### Work to complete
Using the records below, repeat exactly the lines from the one holding "You are a GUI" through the one holding "Task: Click on the panel-gap", both ends included, and no others.
------------------------------------------------------------
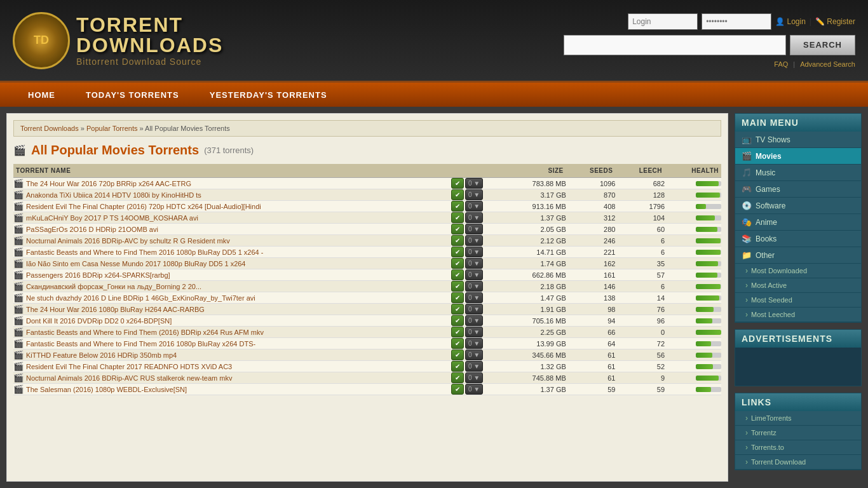 The width and height of the screenshot is (868, 488). I want to click on breadcrumb-home: Torrent Downloads, so click(50, 128).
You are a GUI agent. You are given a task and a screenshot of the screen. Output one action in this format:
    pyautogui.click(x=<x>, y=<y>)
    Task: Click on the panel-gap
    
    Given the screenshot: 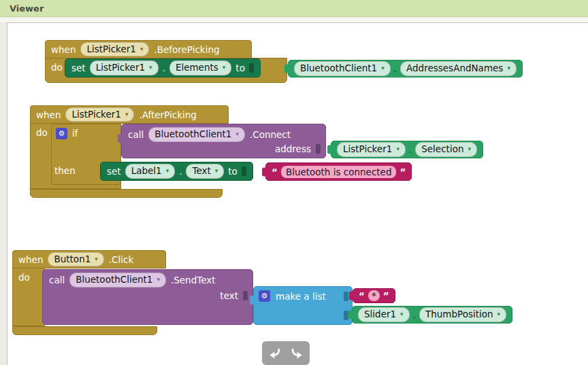 What is the action you would take?
    pyautogui.click(x=294, y=20)
    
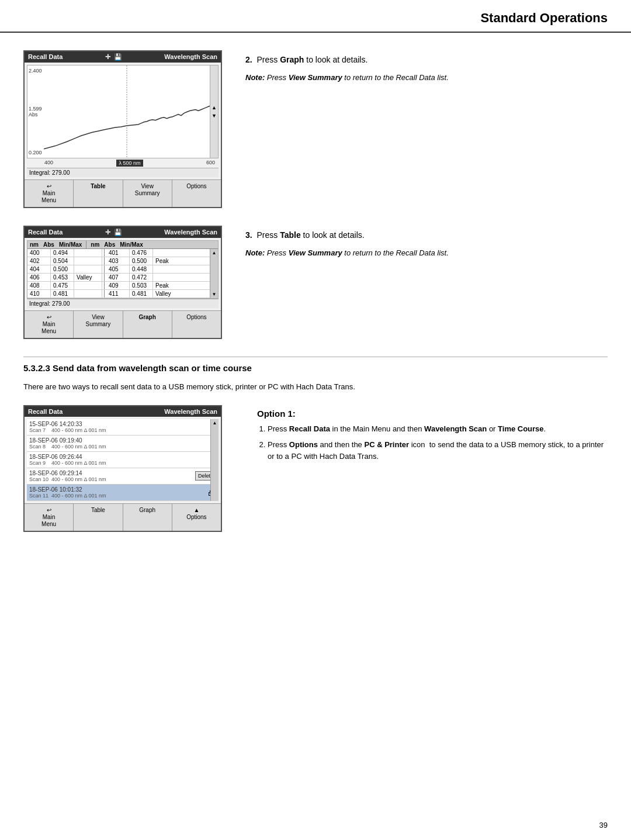  Describe the element at coordinates (46, 233) in the screenshot. I see `screen-title-2: Recall Data` at that location.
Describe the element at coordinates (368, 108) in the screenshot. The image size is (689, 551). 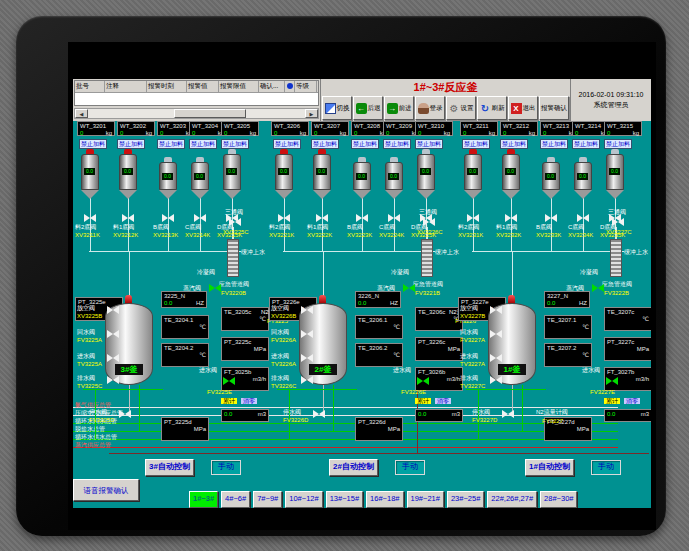
I see `toolbar-button-back: ←后退` at that location.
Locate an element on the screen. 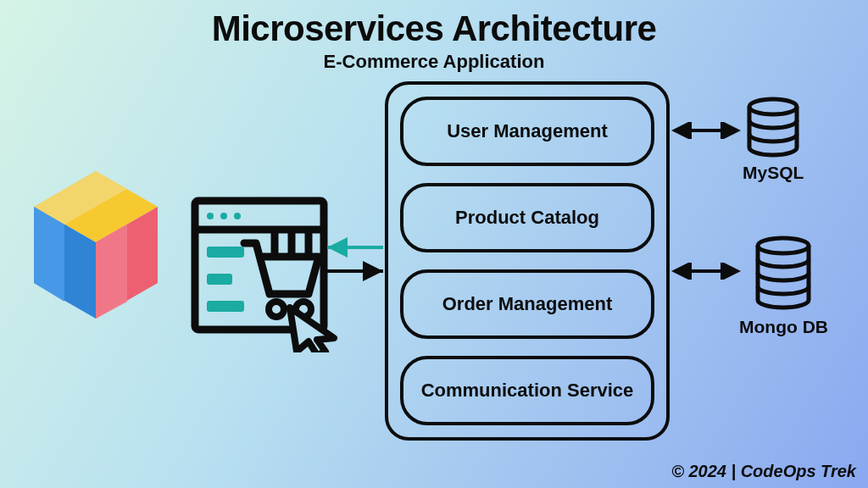  diagram-title: Microservices Architecture is located at coordinates (434, 29).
------------------------------------------------------------
### Result of the exercise
You are a GUI agent. You are given a task and a screenshot of the screen. Output one action in this format:
    pyautogui.click(x=<x>, y=<y>)
    Task: Click on the panel-gap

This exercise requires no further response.